The Blight of Asia
Today, Horton is most remembered for his 1926 account "The Blight of Asia" relating, among a variety of topics, the Great Fire of Smyrna that ravaged the city of Smyrna starting on 13 September 1922, two days after the Consul general's departure from his post there on 11 September, and that lasted for 4 days.
By the time of publication Horton had resigned his diplomatic commission, and he wrote strictly in the capacity of a private citizen, drawing on his own observations and those of the people he quotes. His account remains as controversial as the fire itself.
His account of the forced exodus of Smyrna's christian inhabitants (Greek and Armenian), by Ottoman Turkish soldiers, chronicles the latter stages of the ethnic cleansing of Asia Minor's native christian population.
Read more about this topic: George Horton
Famous quotes containing the words blight and/or asia:
“There is a sort of jealousy which needs very little fire; it is hardly a passion, but a blight bred in the cloudy, damp despondency of uneasy egoism.”
—George Eliot [Mary Ann (or Marian)
“I have no doubt that they lived pretty much the same sort of life in the Homeric age, for men have always thought more of eating than of fighting; then, as now, their minds ran chiefly on the hot bread and sweet cakes; and the fur and lumber trade is an old story to Asia and Europe.”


Find each line of the entries with the string "disability", please, and copy it.

Items from an interface collection
- - -

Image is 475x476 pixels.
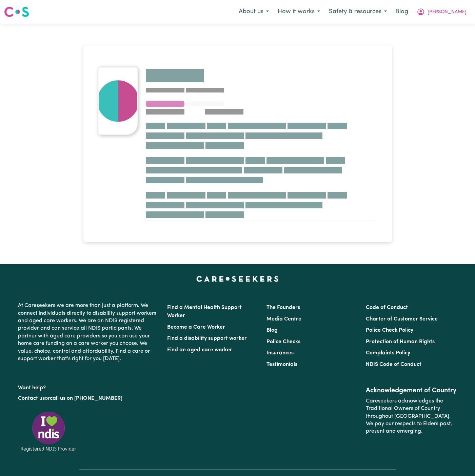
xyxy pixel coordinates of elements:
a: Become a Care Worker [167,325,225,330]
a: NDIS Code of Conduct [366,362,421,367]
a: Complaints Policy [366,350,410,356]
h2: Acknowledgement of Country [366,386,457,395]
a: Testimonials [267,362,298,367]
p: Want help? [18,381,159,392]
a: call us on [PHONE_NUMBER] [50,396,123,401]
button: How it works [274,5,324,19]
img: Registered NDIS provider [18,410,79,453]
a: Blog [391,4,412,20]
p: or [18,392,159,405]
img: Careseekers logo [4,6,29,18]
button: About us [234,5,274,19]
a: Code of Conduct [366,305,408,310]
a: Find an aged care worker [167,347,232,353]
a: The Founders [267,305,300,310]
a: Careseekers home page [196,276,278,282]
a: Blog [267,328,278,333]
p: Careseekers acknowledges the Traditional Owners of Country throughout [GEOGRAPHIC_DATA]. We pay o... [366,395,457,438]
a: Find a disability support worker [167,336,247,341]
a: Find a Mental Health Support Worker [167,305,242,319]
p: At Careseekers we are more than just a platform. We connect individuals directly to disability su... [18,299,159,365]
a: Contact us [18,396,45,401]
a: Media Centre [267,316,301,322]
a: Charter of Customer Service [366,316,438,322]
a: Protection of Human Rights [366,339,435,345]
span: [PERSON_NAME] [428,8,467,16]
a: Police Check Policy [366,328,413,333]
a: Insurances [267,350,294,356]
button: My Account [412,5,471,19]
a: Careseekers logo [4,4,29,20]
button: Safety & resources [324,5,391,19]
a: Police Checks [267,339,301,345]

- - -

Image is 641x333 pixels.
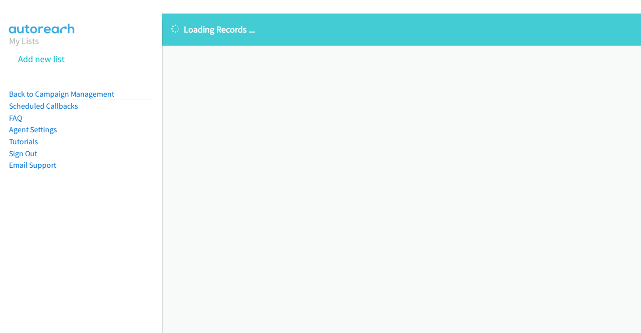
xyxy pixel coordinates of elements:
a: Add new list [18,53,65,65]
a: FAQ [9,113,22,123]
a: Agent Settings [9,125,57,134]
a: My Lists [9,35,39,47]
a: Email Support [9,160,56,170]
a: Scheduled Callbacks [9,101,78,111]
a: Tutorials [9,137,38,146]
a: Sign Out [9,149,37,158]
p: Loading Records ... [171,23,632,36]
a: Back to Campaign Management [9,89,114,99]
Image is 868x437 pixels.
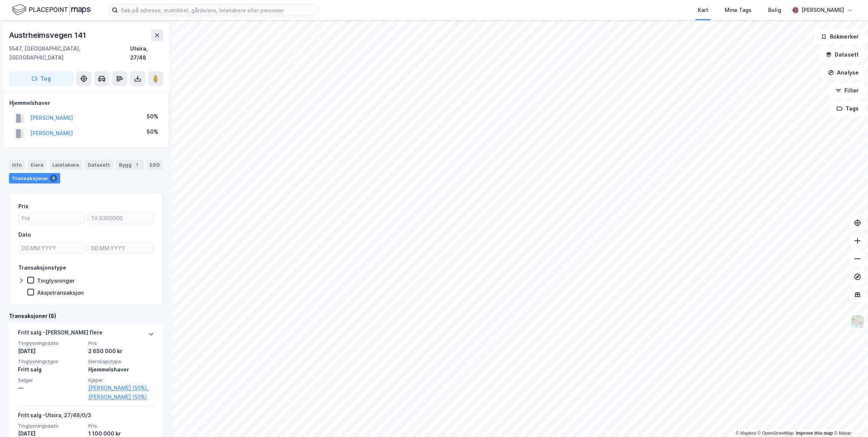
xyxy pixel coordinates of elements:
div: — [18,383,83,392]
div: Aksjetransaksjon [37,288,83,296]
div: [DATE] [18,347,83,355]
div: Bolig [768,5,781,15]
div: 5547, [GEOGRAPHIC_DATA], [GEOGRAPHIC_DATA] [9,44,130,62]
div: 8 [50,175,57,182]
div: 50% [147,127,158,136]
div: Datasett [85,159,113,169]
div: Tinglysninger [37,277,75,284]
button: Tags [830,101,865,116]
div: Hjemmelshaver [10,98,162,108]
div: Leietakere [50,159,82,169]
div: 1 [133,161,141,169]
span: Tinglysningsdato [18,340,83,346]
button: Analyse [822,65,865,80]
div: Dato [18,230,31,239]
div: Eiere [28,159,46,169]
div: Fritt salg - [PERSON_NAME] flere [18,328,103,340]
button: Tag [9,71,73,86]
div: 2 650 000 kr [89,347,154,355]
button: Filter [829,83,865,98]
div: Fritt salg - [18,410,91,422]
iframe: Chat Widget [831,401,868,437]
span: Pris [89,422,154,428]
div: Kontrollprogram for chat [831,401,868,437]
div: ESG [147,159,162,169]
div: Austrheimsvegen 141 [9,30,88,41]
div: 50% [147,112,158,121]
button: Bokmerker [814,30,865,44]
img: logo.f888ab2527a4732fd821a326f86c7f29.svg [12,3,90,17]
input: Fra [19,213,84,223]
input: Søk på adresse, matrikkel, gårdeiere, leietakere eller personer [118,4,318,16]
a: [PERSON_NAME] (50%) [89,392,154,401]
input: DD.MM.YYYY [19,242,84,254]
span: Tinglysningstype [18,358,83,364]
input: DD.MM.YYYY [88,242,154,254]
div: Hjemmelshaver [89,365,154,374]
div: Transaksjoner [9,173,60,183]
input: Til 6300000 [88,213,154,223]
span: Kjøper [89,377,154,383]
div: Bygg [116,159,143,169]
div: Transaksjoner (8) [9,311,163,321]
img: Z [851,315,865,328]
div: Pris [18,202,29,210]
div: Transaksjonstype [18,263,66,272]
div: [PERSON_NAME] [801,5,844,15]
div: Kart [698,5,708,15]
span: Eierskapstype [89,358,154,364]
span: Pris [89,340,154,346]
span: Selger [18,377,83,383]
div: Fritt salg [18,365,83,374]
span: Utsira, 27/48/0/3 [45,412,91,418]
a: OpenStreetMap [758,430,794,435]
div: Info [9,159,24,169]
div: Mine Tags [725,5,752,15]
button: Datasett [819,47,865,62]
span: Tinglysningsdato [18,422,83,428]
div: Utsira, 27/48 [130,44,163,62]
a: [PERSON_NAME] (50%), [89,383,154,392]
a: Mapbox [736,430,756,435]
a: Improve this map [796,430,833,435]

- - -

Solution:
a: Find a disability support worker [167,336,247,341]
p: At Careseekers we are more than just a platform. We connect individuals directly to disability su... [18,299,159,365]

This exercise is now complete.